Tax Information Exchange Agreements (TIEAs) of Dominica
Tax Information Exchange Agreements (TIEAs) are bilateral treaties that allow Dominica and partner jurisdictions to request and obtain tax-relevant information for assessing, collecting, and enforcing taxes. The agreements operate on the standard of information that is “foreseeably relevant”, covering both civil and criminal tax matters depending on treaty text. Dominica’s network of TIEAs began expanding around 2010 and now sits alongside automatic-exchange frameworks such as the OECD’s Common Reporting Standard.
Legal framework, treaty network, and competent authority
TIEAs are negotiated by the Government and brought into effect through publication and related domestic implementing measures. They empower the designated competent authority in Dominica (generally within the Ministry of Finance/Inland Revenue) to make and answer information requests, observe confidentiality, and use obtained data solely for tax purposes. Aggregators count roughly 20 TIEAs and a broader total of 32 exchange instruments when adding double tax treaties and other arrangements, though precise numbers should always be verified against the latest official lists.
Examples of (TIEAs) for Dominica
The following is a list of bilateral Tax Information Exchange Agreements concluded by Dominica since 2010, showing its network of treaty partners across different regions:
- Australia – Dominica: signed 31 Mar 2010.
- United Kingdom – Dominica: signed 31 Mar 2010; entered into force 23 Dec 2011.
- New Zealand – Dominica: signed 16 Mar 2010.
- Canada – Dominica: signed 29 Jun 2010; entered into force 10 Jan 2012.
- Netherlands – Dominica: signed 14 Jun 2010.
- Germany – Dominica: signed 21 Sep 2010; entered into force 24 Nov 2014.
- Portugal – Dominica: signed 5 Oct 2010.
- Denmark – Dominica: signed 19 May 2010.
- Sweden – Dominica: signed 19 May 2010.
- Finland – Dominica: signed 19 May 2010.
- Iceland – Dominica: signed 19 May 2010.
- Faroe Islands – Dominica: signed 19 May 2010.
- Greenland – Dominica: signed 19 May 2010.
- France – Dominica: agreement by exchange of letters.
These agreements collectively reflect Dominica’s engagement with global standards for tax transparency and reinforce its credibility in international financial cooperation.
Interaction with automatic exchange (CRS and CbC)
TIEAs work alongside multilateral tools used for automatic exchange. Dominica signed the CRS Multilateral Competent Authority Agreement on 25 April 2019, with first exchanges scheduled after September 2020. That step anchors routine automatic exchange of financial account information under the OECD Common Reporting Standard and complements the on-request architecture of TIEAs.
Country-by-country reporting for large multinational groups follows separate competent authority arrangements that rely on tax treaties, TIEAs, or the Convention on Mutual Administrative Assistance. The IRS maintains a status table showing which jurisdictions are positioned for CbC exchanges; these mechanisms are conceptually distinct but part of the same transparency ecosystem.
Dominica is subject to the Global Forum on Transparency and Exchange of Information for Tax Purposes peer review process, which evaluates how well jurisdictions implement the standard for exchange on request. The 2023 supplementary report analyzes Dominica’s legal and practical framework, including availability of ownership information, access powers, timeliness of responses, and safeguards. These reviews guide administrative improvements and help treaty partners calibrate expectations for cooperation.
What the agreements allow in practice
Under a typical TIEA, Dominica can: request bank, accounting, beneficial-ownership and other records; ask that witnesses be compelled to provide testimony or documents; and receive information to determine or collect taxes, recover tax claims, or investigate offenses. Partners may refuse where requests are contrary to public policy, unduly burdensome, or fail the relevance test, and both sides must maintain confidentiality and limit use to tax purposes. The Australia and UK texts illustrate these common clauses clearly.
Significance, use cases, and issues to watch
TIEAs help protect the revenue base by closing information gaps on offshore income and assets, support international efforts against tax evasion, and bolster credibility of Dominica’s financial sector. In practice, effectiveness hinges on administrative capacity to gather domestic records, the legal ability to access banking and ownership information, and timely responses to partners. Ongoing peer reviews, plus participation in CRS and CbC frameworks, keep the system aligned with global expectations while highlighting areas for legislative or operational upgrades.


Task to complete >>
Print the data that follows word for word, leaving out any picture.

Exercise input >>
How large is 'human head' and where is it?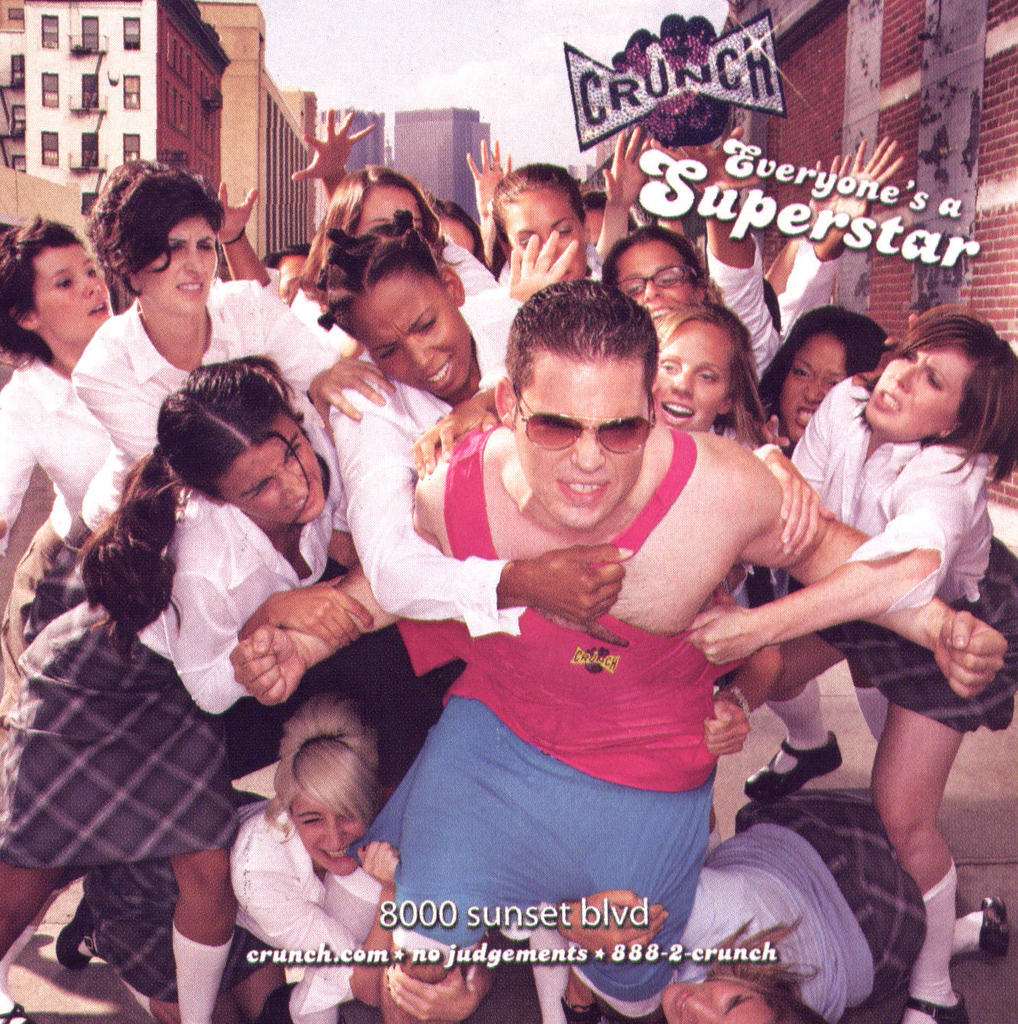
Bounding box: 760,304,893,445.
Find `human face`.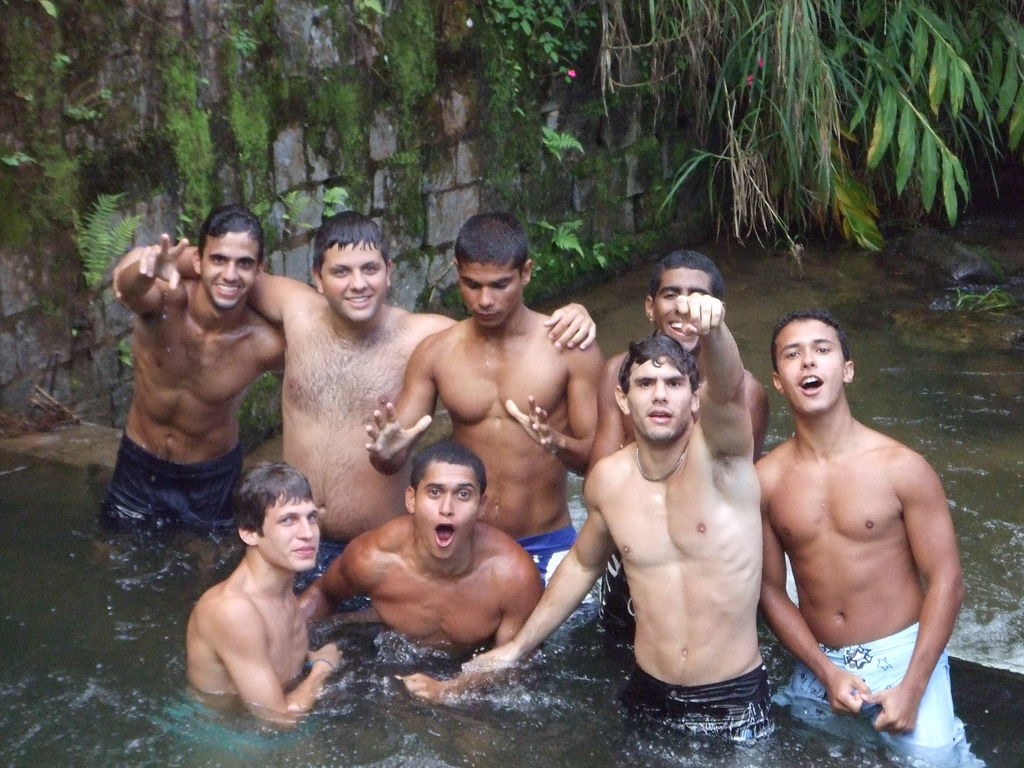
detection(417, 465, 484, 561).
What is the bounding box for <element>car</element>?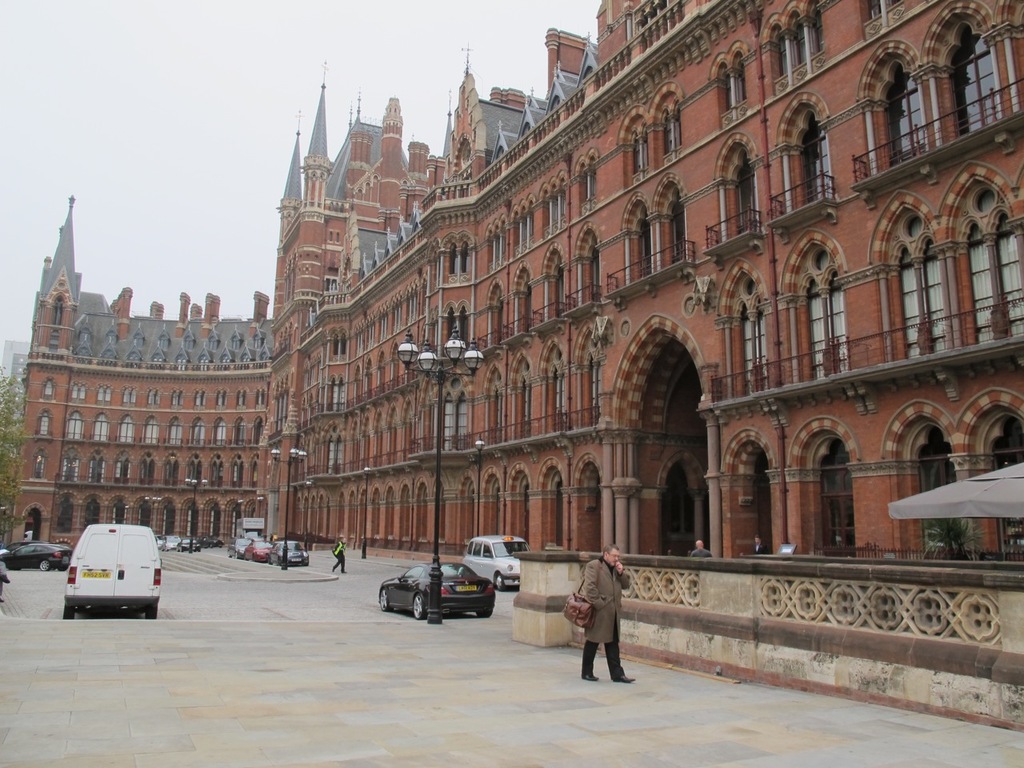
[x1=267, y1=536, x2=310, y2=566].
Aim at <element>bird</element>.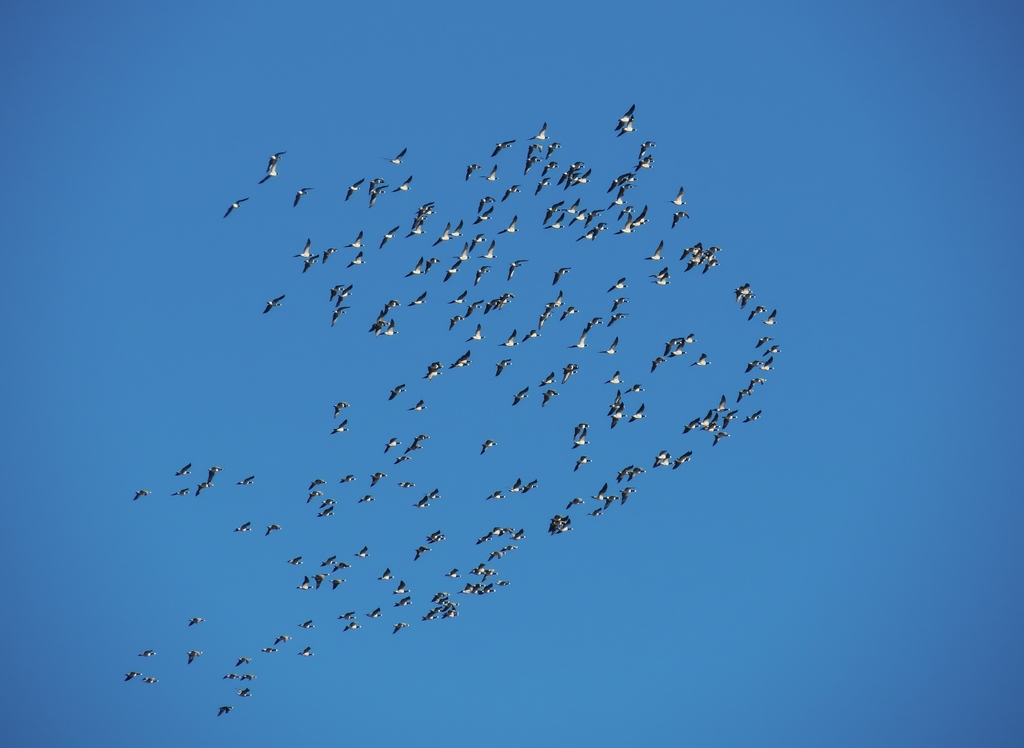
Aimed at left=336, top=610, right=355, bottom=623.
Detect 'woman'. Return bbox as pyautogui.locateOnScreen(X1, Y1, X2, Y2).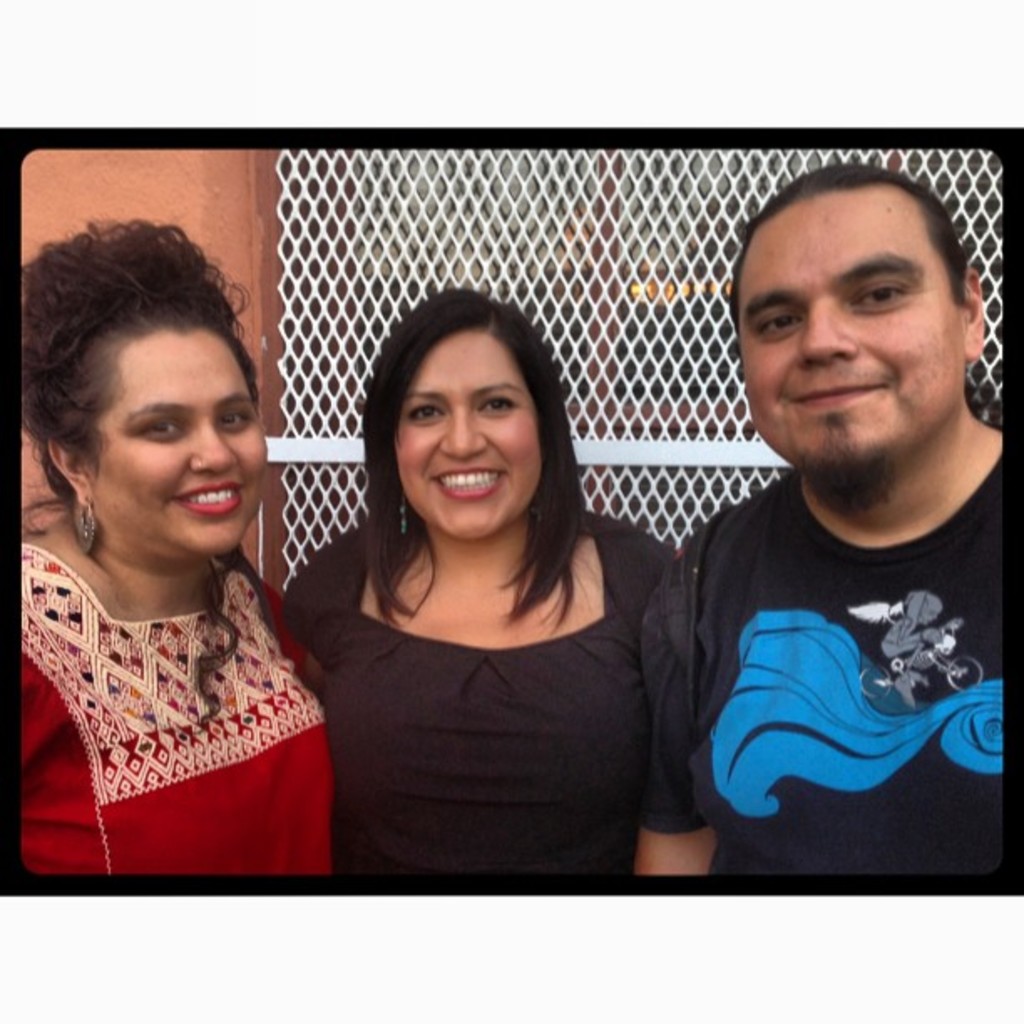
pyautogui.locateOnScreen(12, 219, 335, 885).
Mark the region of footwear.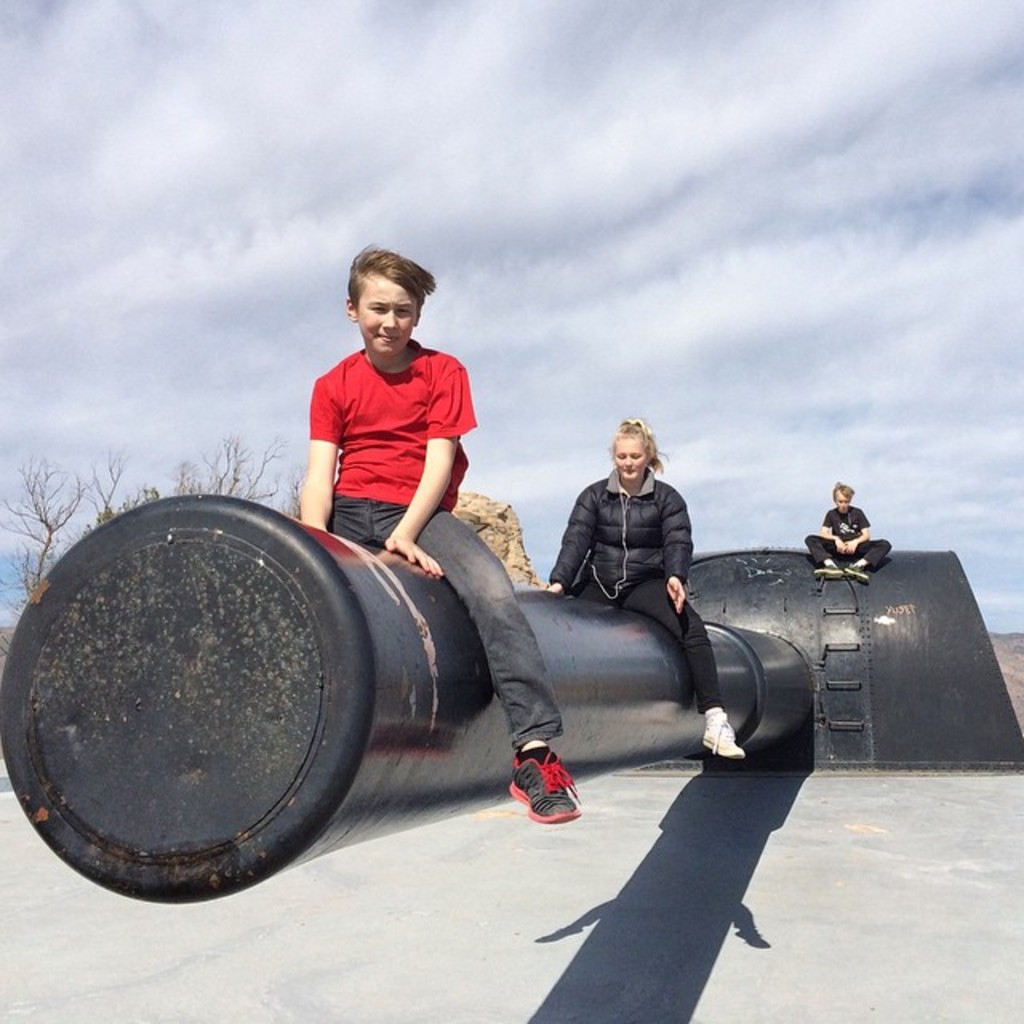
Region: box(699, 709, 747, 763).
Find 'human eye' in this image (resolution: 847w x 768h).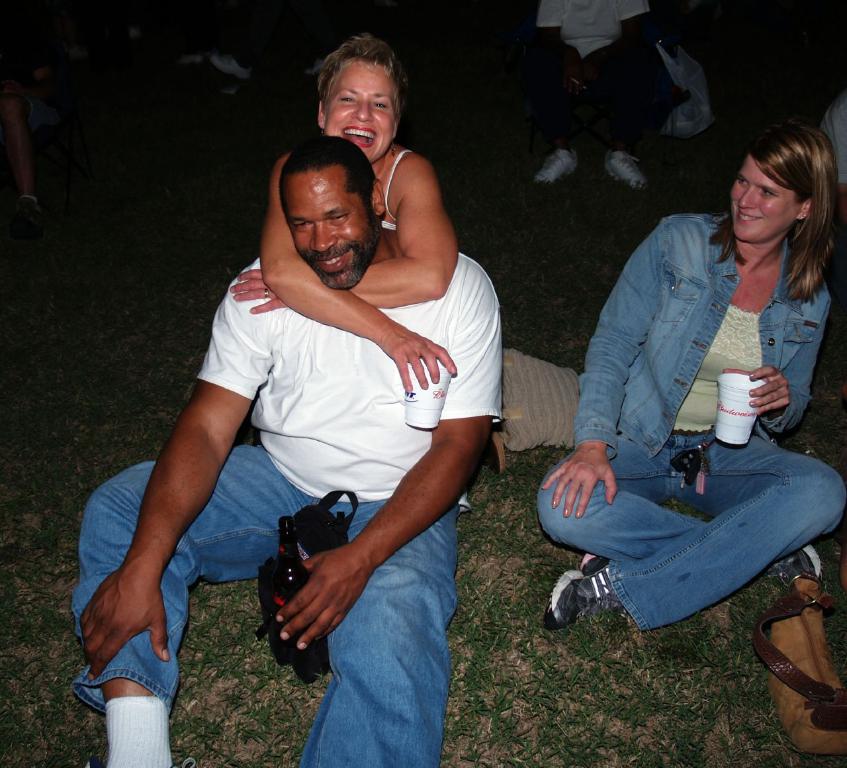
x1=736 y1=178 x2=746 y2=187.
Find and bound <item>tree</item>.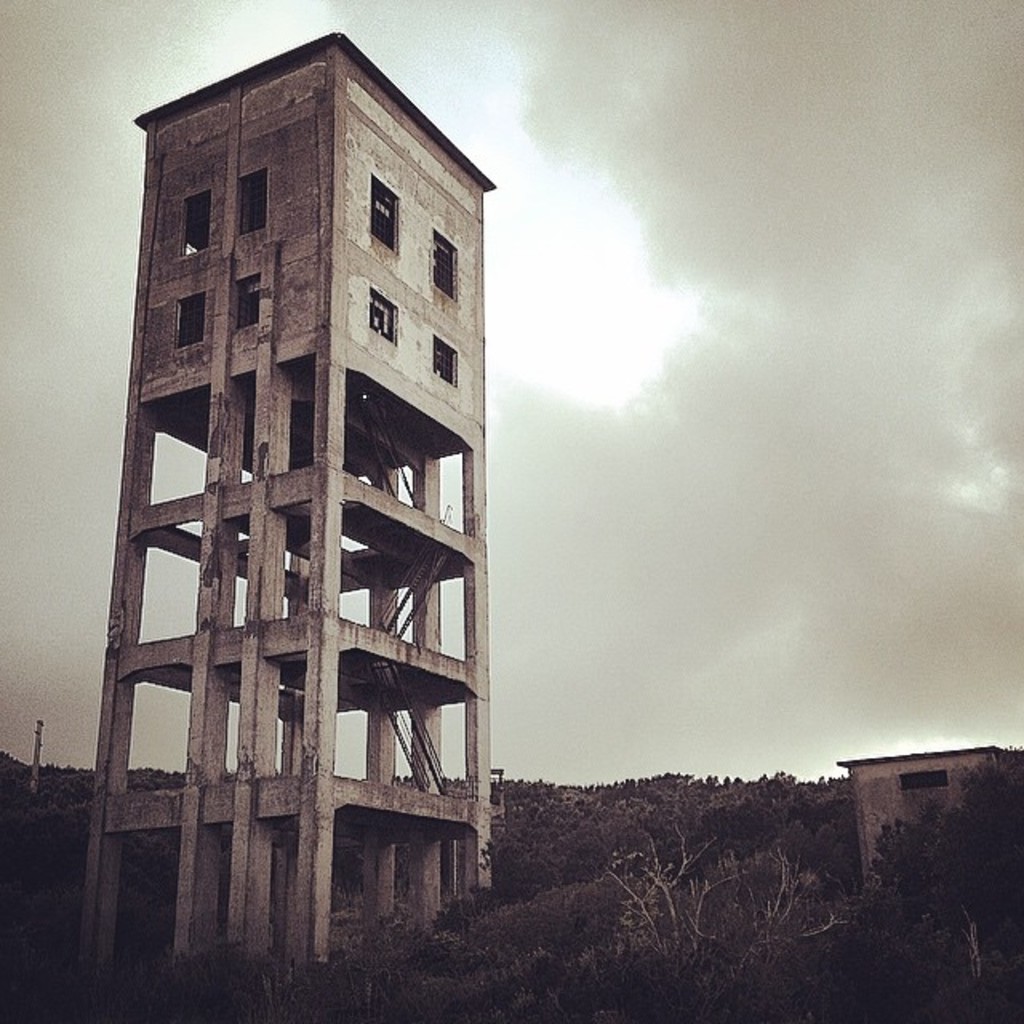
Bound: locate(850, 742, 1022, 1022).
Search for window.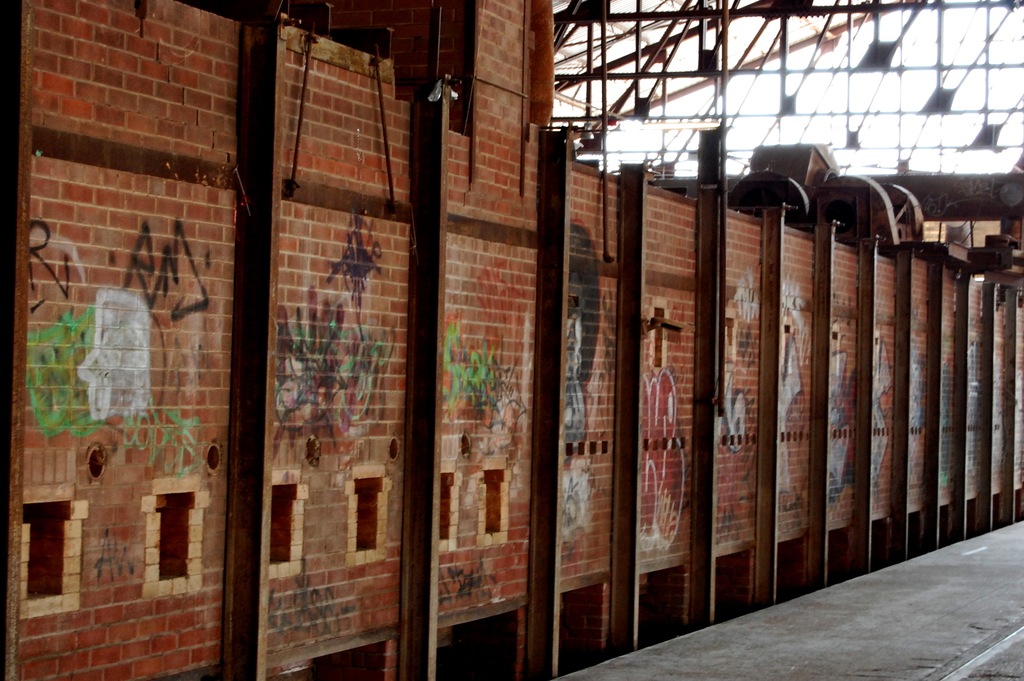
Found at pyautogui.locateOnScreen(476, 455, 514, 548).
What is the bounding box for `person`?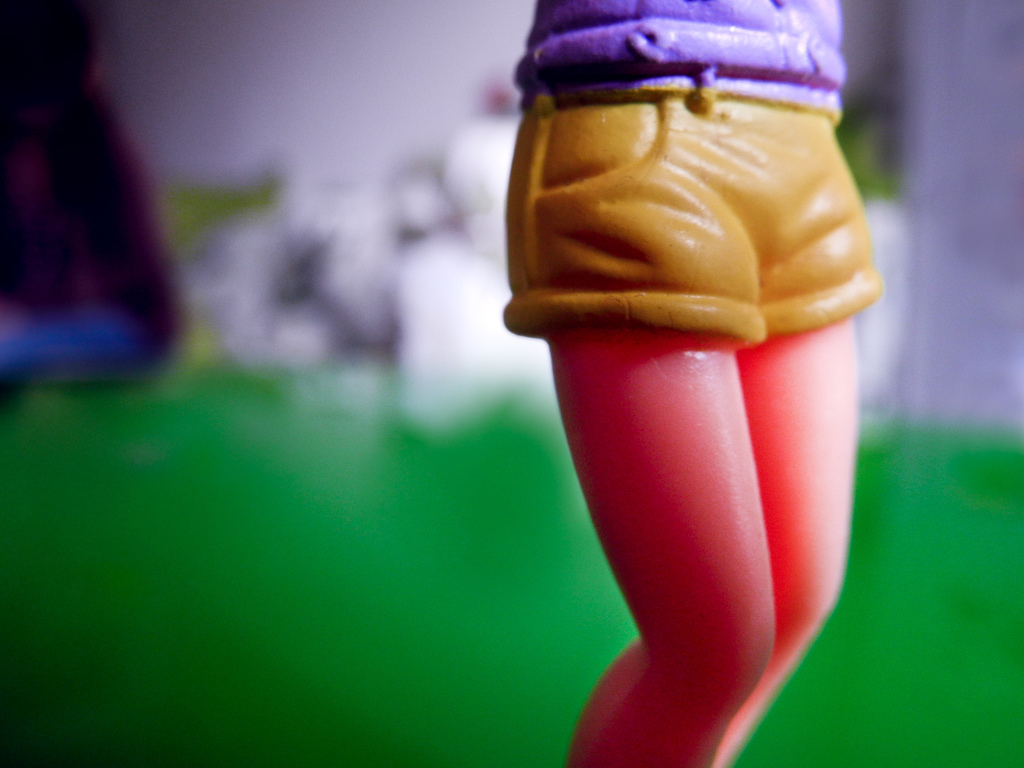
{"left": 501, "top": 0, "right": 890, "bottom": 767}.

Output of the task >>
How large is 'human head' and where is it?
Bounding box: 760,304,893,445.
Find `human face`.
detection(417, 465, 484, 561).
What is the bounding box for <element>car</element>?
[x1=267, y1=536, x2=310, y2=566].
Aim at <element>bird</element>.
Aimed at left=336, top=610, right=355, bottom=623.
Detect 'woman'. Return bbox as pyautogui.locateOnScreen(X1, Y1, X2, Y2).
pyautogui.locateOnScreen(12, 219, 335, 885).
Mark the region of footwear.
Region: box(699, 709, 747, 763).
Find 'human eye' in this image (resolution: 847w x 768h).
x1=736 y1=178 x2=746 y2=187.
Find and bound <item>tree</item>.
Bound: locate(850, 742, 1022, 1022).
Search for window.
Found at pyautogui.locateOnScreen(476, 455, 514, 548).
What is the bounding box for `person`?
{"left": 501, "top": 0, "right": 890, "bottom": 767}.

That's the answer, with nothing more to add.